Sunday, August 12, 2012

Sorry, no guarantees

In a consumer society, it's quite customary to expect a guarantee when you buy a product or service. My new Hyundai water boiling pot, for instance, has a one-year guarantee, with conditions spelled out in a tiny book.
I can't say how easy it would be to collect on the guarantee, but it does exist. If my dentist makes me a new crown, and I pay a lot of money for it, I expect it to stay in place for 10 or 20 years, and would go back to ask for free repairs if it fell off in two weeks. Again, I can't say he would fix it free, or at all, or even that he'll still be a practicing dentist, but there's some reason to think he will try to fix his work if it's unacceptable.


So it's not unexpected that people would like a guarantee when they get help finding a job, especially if they are paying for the help. In fact, some trade schools do make guarantees: many TOEFL language instruction courses guarantee that the school will get you a job offer. Whether it's a job you'd like, or will accept, is another story.

In New York City in the 1980's a time of recession, I co-founded a career counseling firm that helped laid-off and/or fired high-level excutives make a career transition. If, as was often the case, a firm hired us to do outplacement for its "excess" executives, we would help the people in these ways:
  • to come to terms with losing their high-paying jobs,
  • to do a personal inventory of skills, talents, accomplishments and values,
  • to decide what career and job to pursue next,
  • to strategize and develop their job campaign,
  • to prepare effectively for interviews,
  • to do all that was necessary to get offers for new jobs, weigh the offers and accept the best one.
Nowhere did we promise to get anyone a job. In fact,we stressed in every counseling session that no one can get you the best job for you except yourself.

We also had private clients who came to us for the same kind of career help as individuals. Again, we offered to help in any reasonable way we could, but did not promise that the client would end up with a job.

In this sense, our counseling firm offered no guarantees, only that we would help as best we could, under the conditions outlined in the contract we signed with the client. We guaranteed that we would try to help, but that's a weak kind of guarantee to a desperate person who needs a job right away.

rushing to get a job
Because the rather bitter truth is this: no one can guarantee to find for you, much less give to you, the job that you can like and do best. This is something that only you can do.

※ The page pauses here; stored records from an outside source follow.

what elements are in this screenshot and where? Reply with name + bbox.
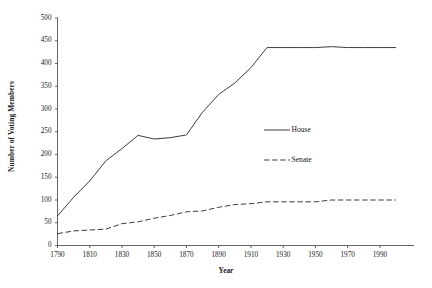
- y-axis-tick-label: 0: [18, 241, 52, 249]
- x-axis-tick-label: 1990: [360, 251, 400, 259]
- legend-label-house: House: [292, 125, 311, 134]
- plot-area: [0, 0, 432, 288]
- y-axis-tick-label: 250: [18, 127, 52, 135]
- data-series: [58, 47, 397, 234]
- y-axis-tick-label: 350: [18, 82, 52, 90]
- series-line-senate: [58, 200, 397, 234]
- axis-lines: [58, 18, 415, 246]
- axis-tick-marks: [55, 18, 380, 248]
- y-axis-tick-label: 50: [18, 218, 52, 226]
- x-axis-title: Year: [56, 266, 396, 275]
- legend-label-senate: Senate: [292, 155, 312, 164]
- y-axis-tick-label: 200: [18, 150, 52, 158]
- y-axis-tick-label: 300: [18, 105, 52, 113]
- chart-figure: Number of Voting Members Year 0501001502…: [0, 0, 432, 288]
- y-axis-tick-label: 100: [18, 196, 52, 204]
- y-axis-tick-label: 450: [18, 36, 52, 44]
- y-axis-title-text: Number of Voting Members: [7, 81, 16, 172]
- y-axis-tick-label: 500: [18, 14, 52, 22]
- series-line-house: [58, 47, 397, 216]
- legend-swatches: [264, 130, 290, 160]
- y-axis-tick-label: 400: [18, 59, 52, 67]
- y-axis-tick-label: 150: [18, 173, 52, 181]
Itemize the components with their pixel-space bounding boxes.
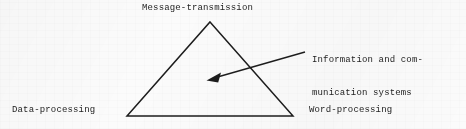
- annotation-line-1: Information and com-: [312, 55, 423, 66]
- vertex-label-data-processing: Data-processing: [12, 105, 95, 116]
- annotation-arrow-line: [214, 52, 305, 78]
- triangle-outline: [127, 22, 293, 116]
- annotation-arrow: [207, 52, 306, 83]
- triangle-shape: [127, 22, 293, 116]
- annotation-arrow-head: [207, 73, 222, 83]
- vertex-label-message-transmission: Message-transmission: [142, 3, 253, 14]
- annotation-label: Information and com- munication systems: [312, 33, 423, 121]
- figure-canvas: Message-transmission Data-processing Wor…: [0, 0, 466, 129]
- annotation-line-2: munication systems: [312, 88, 423, 99]
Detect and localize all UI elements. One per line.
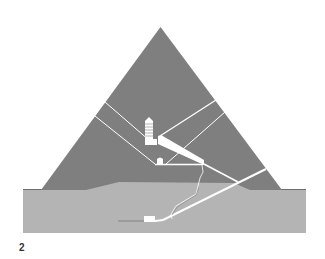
descending-passage-lower bbox=[155, 220, 163, 221]
ground-block bbox=[23, 189, 306, 233]
relieving-chambers bbox=[145, 117, 153, 142]
figure-number-label: 2 bbox=[19, 242, 25, 253]
pyramid-body bbox=[41, 27, 282, 190]
queen-chamber bbox=[157, 158, 163, 165]
antechamber bbox=[153, 139, 157, 143]
subterranean-chamber bbox=[144, 216, 155, 222]
pyramid-cross-section-diagram bbox=[0, 0, 325, 259]
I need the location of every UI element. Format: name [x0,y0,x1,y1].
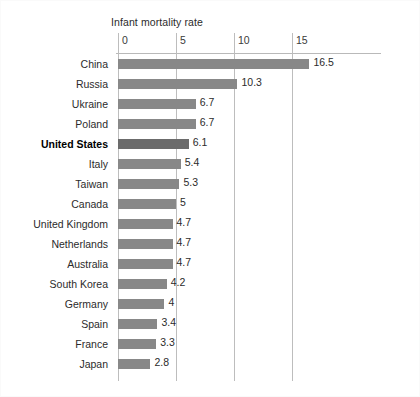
category-row: Poland [1,114,113,134]
chart-axis-title: Infant mortality rate [111,16,203,28]
category-label-united-kingdom: United Kingdom [33,218,108,230]
category-label-canada: Canada [71,198,108,210]
category-row: France [1,334,113,354]
category-label-france: France [75,338,108,350]
category-label-taiwan: Taiwan [75,178,108,190]
category-axis-labels: ChinaRussiaUkrainePolandUnited StatesIta… [1,54,113,381]
bar-value-label: 5.3 [179,176,198,188]
bar-germany [118,299,164,309]
bar-south-korea [118,279,167,289]
bar-china [118,59,309,69]
category-row: Australia [1,254,113,274]
bar-row: 5.3 [118,174,381,194]
bar-value-label: 6.7 [196,116,215,128]
bar-row: 4.7 [118,214,381,234]
bar-value-label: 4.7 [173,256,192,268]
bar-value-label: 4.2 [167,276,186,288]
x-axis-tick-labels: 051015 [118,33,381,53]
bar-russia [118,79,237,89]
bar-italy [118,159,181,169]
bar-value-label: 4.7 [173,216,192,228]
bar-ukraine [118,99,196,109]
bar-row: 3.3 [118,334,381,354]
bar-row: 6.1 [118,134,381,154]
bar-value-label: 16.5 [309,56,333,68]
x-tick-label-15: 15 [292,34,308,46]
category-row: United Kingdom [1,214,113,234]
category-row: Spain [1,314,113,334]
bar-poland [118,119,196,129]
bar-value-label: 2.8 [150,356,169,368]
bar-row: 4.7 [118,234,381,254]
category-row: South Korea [1,274,113,294]
bar-canada [118,199,176,209]
x-tick-label-0: 0 [118,34,128,46]
bar-row: 3.4 [118,314,381,334]
category-label-australia: Australia [67,258,108,270]
infant-mortality-bar-chart: Infant mortality rate 051015 16.510.36.7… [0,0,420,397]
bar-france [118,339,156,349]
plot-area: 051015 16.510.36.76.76.15.45.354.74.74.7… [118,33,381,381]
bar-row: 6.7 [118,114,381,134]
category-label-germany: Germany [65,298,108,310]
bar-japan [118,359,150,369]
category-label-netherlands: Netherlands [51,238,108,250]
bar-value-label: 5 [176,196,186,208]
bar-value-label: 10.3 [237,76,261,88]
bar-value-label: 6.1 [189,136,208,148]
category-row: China [1,54,113,74]
bar-series: 16.510.36.76.76.15.45.354.74.74.74.243.4… [118,54,381,381]
category-row: Italy [1,154,113,174]
bar-row: 4 [118,294,381,314]
category-row: Canada [1,194,113,214]
category-row: Germany [1,294,113,314]
category-label-china: China [81,58,108,70]
bar-value-label: 6.7 [196,96,215,108]
category-label-japan: Japan [79,358,108,370]
category-label-poland: Poland [75,118,108,130]
category-label-united-states: United States [41,138,108,150]
x-tick-label-10: 10 [234,34,250,46]
category-row: Japan [1,354,113,374]
bar-row: 2.8 [118,354,381,374]
bar-united-states [118,139,189,149]
bar-row: 4.2 [118,274,381,294]
bar-row: 4.7 [118,254,381,274]
bar-row: 16.5 [118,54,381,74]
bar-value-label: 4 [164,296,174,308]
bar-row: 5.4 [118,154,381,174]
category-label-russia: Russia [76,78,108,90]
bar-netherlands [118,239,173,249]
category-row: Ukraine [1,94,113,114]
category-row: United States [1,134,113,154]
bar-row: 5 [118,194,381,214]
bar-australia [118,259,173,269]
category-label-ukraine: Ukraine [72,98,108,110]
bar-value-label: 5.4 [181,156,200,168]
bar-spain [118,319,157,329]
category-label-spain: Spain [81,318,108,330]
category-row: Taiwan [1,174,113,194]
x-tick-label-5: 5 [176,34,186,46]
category-label-south-korea: South Korea [50,278,108,290]
bar-row: 10.3 [118,74,381,94]
category-label-italy: Italy [89,158,108,170]
bar-value-label: 4.7 [173,236,192,248]
bar-taiwan [118,179,179,189]
category-row: Netherlands [1,234,113,254]
category-row: Russia [1,74,113,94]
bar-row: 6.7 [118,94,381,114]
bar-value-label: 3.3 [156,336,175,348]
bar-united-kingdom [118,219,173,229]
bar-value-label: 3.4 [157,316,176,328]
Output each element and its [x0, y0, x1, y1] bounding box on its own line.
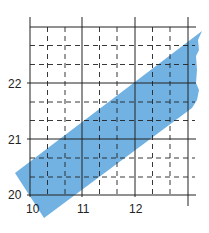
map-grid: 22 21 20 10 11 12 — [0, 0, 209, 233]
y-label-21: 21 — [8, 134, 21, 146]
blue-band — [15, 31, 202, 218]
y-label-22: 22 — [8, 78, 21, 90]
grid-svg — [0, 0, 209, 233]
x-label-10: 10 — [26, 203, 39, 215]
x-label-12: 12 — [129, 203, 142, 215]
y-label-20: 20 — [8, 189, 21, 201]
x-label-11: 11 — [77, 203, 89, 215]
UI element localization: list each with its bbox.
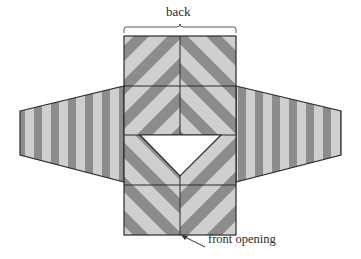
sleeve-left — [20, 86, 124, 182]
body-front-lower-right — [180, 185, 236, 235]
body-back-lower-left — [124, 86, 180, 135]
back-bracket — [124, 24, 236, 33]
front-opening-arrow — [181, 235, 205, 247]
sleeve-right — [236, 86, 341, 182]
body-back-upper-right — [180, 36, 236, 86]
garment-pattern-diagram — [0, 0, 361, 259]
body-back-upper-left — [124, 36, 180, 86]
front-opening-label: front opening — [208, 232, 276, 247]
body-back-lower-right — [180, 86, 236, 135]
back-label: back — [166, 4, 191, 20]
body-front-lower-left — [124, 185, 180, 235]
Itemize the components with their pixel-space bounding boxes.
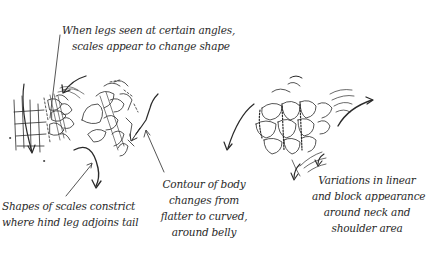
annotation-line: where hind leg adjoins tail xyxy=(2,214,134,230)
annotation-line: Contour of body xyxy=(156,176,252,192)
annotation-line: scales appear to change shape xyxy=(62,38,235,54)
annotation-line: Shapes of scales constrict xyxy=(2,198,134,214)
sketch-canvas: When legs seen at certain angles, scales… xyxy=(0,0,434,257)
annotation-line: flatter to curved, xyxy=(156,208,252,224)
annotation-hind-leg: Shapes of scales constrict where hind le… xyxy=(2,198,134,230)
annotation-line: shoulder area xyxy=(312,220,422,236)
annotation-line: When legs seen at certain angles, xyxy=(62,22,235,38)
annotation-line: around belly xyxy=(156,224,252,240)
annotation-line: Variations in linear xyxy=(312,172,422,188)
annotation-line: changes from xyxy=(156,192,252,208)
annotation-neck: Variations in linear and block appearanc… xyxy=(312,172,422,236)
belly-sketch xyxy=(66,80,164,196)
neck-shoulder-sketch xyxy=(224,76,373,180)
annotation-legs-angle: When legs seen at certain angles, scales… xyxy=(62,22,235,54)
annotation-belly: Contour of body changes from flatter to … xyxy=(156,176,252,240)
annotation-line: around neck and xyxy=(312,204,422,220)
annotation-line: and block appearance xyxy=(312,188,422,204)
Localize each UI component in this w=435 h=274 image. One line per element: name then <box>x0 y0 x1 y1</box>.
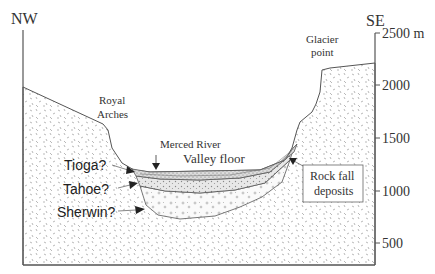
merced-river-arrow <box>152 155 160 170</box>
royal-arches-label-2: Arches <box>97 108 128 120</box>
tick-label-1500: 1500 <box>382 131 410 146</box>
tick-label-2500: 2500 m <box>382 26 425 41</box>
axis-ticks <box>375 33 380 243</box>
glacier-point-label-1: Glacier <box>306 33 339 45</box>
tick-label-2000: 2000 <box>382 78 410 93</box>
valley-floor-label: Valley floor <box>183 151 245 166</box>
merced-river-label: Merced River <box>160 138 221 150</box>
rock-fall-label-2: deposits <box>314 184 354 198</box>
tioga-label: Tioga? <box>64 157 107 173</box>
royal-arches-label-1: Royal <box>99 94 125 106</box>
sherwin-label: Sherwin? <box>57 204 116 220</box>
glacier-point-label-2: point <box>311 46 334 58</box>
tick-label-500: 500 <box>382 236 403 251</box>
direction-nw: NW <box>11 10 39 27</box>
direction-se: SE <box>366 12 385 29</box>
yosemite-valley-cross-section: 2500 m 2000 1500 1000 500 NW SE Royal Ar… <box>0 0 435 274</box>
tick-label-1000: 1000 <box>382 184 410 199</box>
rock-fall-label-1: Rock fall <box>310 169 355 183</box>
tahoe-label: Tahoe? <box>63 181 109 197</box>
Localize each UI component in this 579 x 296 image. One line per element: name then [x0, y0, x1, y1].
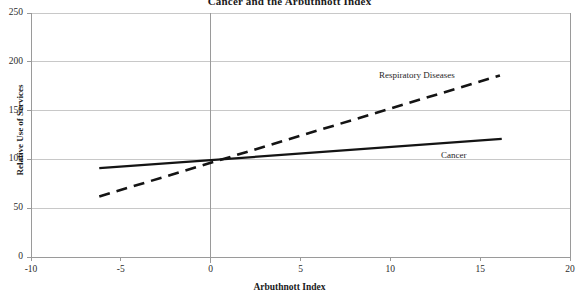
- y-axis-label: Relative Use of Services: [15, 60, 25, 200]
- axes-group: [31, 13, 570, 263]
- y-tick-label-250: 250: [0, 7, 23, 17]
- x-tick-label-15: 15: [465, 264, 495, 274]
- series-label-respiratory-diseases: Respiratory Diseases: [379, 70, 455, 80]
- series-lines-group: [99, 75, 501, 196]
- x-tick-label--5: -5: [106, 264, 136, 274]
- x-tick-label-0: 0: [196, 264, 226, 274]
- x-tick-label-10: 10: [375, 264, 405, 274]
- x-tick-label-20: 20: [555, 264, 579, 274]
- x-tick-label--10: -10: [16, 264, 46, 274]
- series-line-respiratory-diseases: [99, 75, 500, 196]
- y-tick-label-0: 0: [0, 251, 23, 261]
- series-label-cancer: Cancer: [441, 150, 466, 160]
- y-tick-label-50: 50: [0, 202, 23, 212]
- x-axis-label: Arbuthnott Index: [0, 282, 579, 292]
- gridlines-group: [31, 13, 570, 257]
- plot-area: [0, 0, 579, 296]
- chart-figure: Cancer and the Arbuthnott Index 05010015…: [0, 0, 579, 296]
- x-tick-label-5: 5: [286, 264, 316, 274]
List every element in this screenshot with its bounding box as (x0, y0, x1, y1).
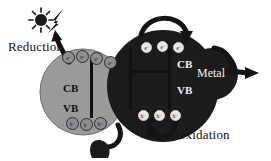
reduction-label: Reduction (8, 39, 63, 55)
electron-badge-right-0: e- (141, 42, 152, 53)
sun-icon (29, 8, 53, 32)
hole-badge-left-1: h+ (80, 118, 93, 131)
metal-label: Metal (197, 66, 225, 81)
conduction-valence-divider-right (129, 70, 171, 73)
hole-badge-right-2: h+ (170, 110, 181, 121)
oxidation-label: Oxidation (176, 127, 230, 143)
hole-badge-right-1: h+ (154, 110, 165, 121)
conduction-band-label-left: CB (63, 82, 78, 94)
hole-badge-left-0: h+ (66, 117, 79, 130)
hole-badge-right-0: h+ (138, 110, 149, 121)
electron-badge-left-3: e- (104, 56, 117, 69)
band-gap-bar-left (90, 58, 93, 118)
hole-badge-left-2: h+ (94, 117, 107, 130)
band-gap-bar-right-inner (129, 48, 132, 110)
conduction-band-label-right: CB (177, 58, 192, 70)
diagram-canvas: Reduction Oxidation Metal CB VB CB VB e-… (0, 0, 271, 161)
particle-bottom-lobe (90, 140, 110, 158)
electron-badge-left-1: e- (76, 50, 89, 63)
left-particle-tail-arrow-icon (108, 125, 120, 147)
electron-badge-left-2: e- (90, 52, 103, 65)
band-gap-bar-right (168, 48, 171, 110)
diagram-vector-layer (0, 0, 271, 161)
electron-badge-left-0: e- (62, 51, 75, 64)
electron-badge-right-1: e- (157, 41, 168, 52)
valence-band-label-right: VB (177, 84, 192, 96)
valence-band-label-left: VB (63, 102, 78, 114)
electron-badge-right-2: e- (173, 42, 184, 53)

Or, to put it another way, you will never be sure of getting the best job for you until you decide to do it for yourself--to do the necessary work of self-exploration, career research, networking, getting interviews, analyzing your suitability for and interest in a particular job, and so on.


One of our clients, a Frenchwoman living in Prague who wanted to establish her own design firm, got the message loud and clear--she commented after going through two career seminars with us, "it's up to me to take charge of my own career. No one can do that for me." She's launched her firm and is well on the way to building a clientele.

No one can guarantee to you that you will do something that you must do for yourself. A coach, for example, can urge an athlete to get into good physical shape, exercise properly, get enough sleep, keep learning new skills, and so on...but in the end, it's the athlete himself or herself who must make the mental and physical effort to succeed in athletics. The coach can make no guarantees to the athlete other than guaranteeing his or her own good will, successful experience as a coach in the past, confidence in the coaching techniques he or she uses, and sincere desire to see the athlete succeed. The rest is up to the athlete.
Barbora Spotakova, 2-time Olympic Gold Medalist in the javelin event
Thereare no guarantees for the most precious things in life: no guarantees that the people you love will always by in your life, that your best efforts will be immediately rewarded, or that you'll even live to see another day. No in one can guarantee you the job you can like and  do best, but you can get solid professional help to envision, design and carry out your career goals.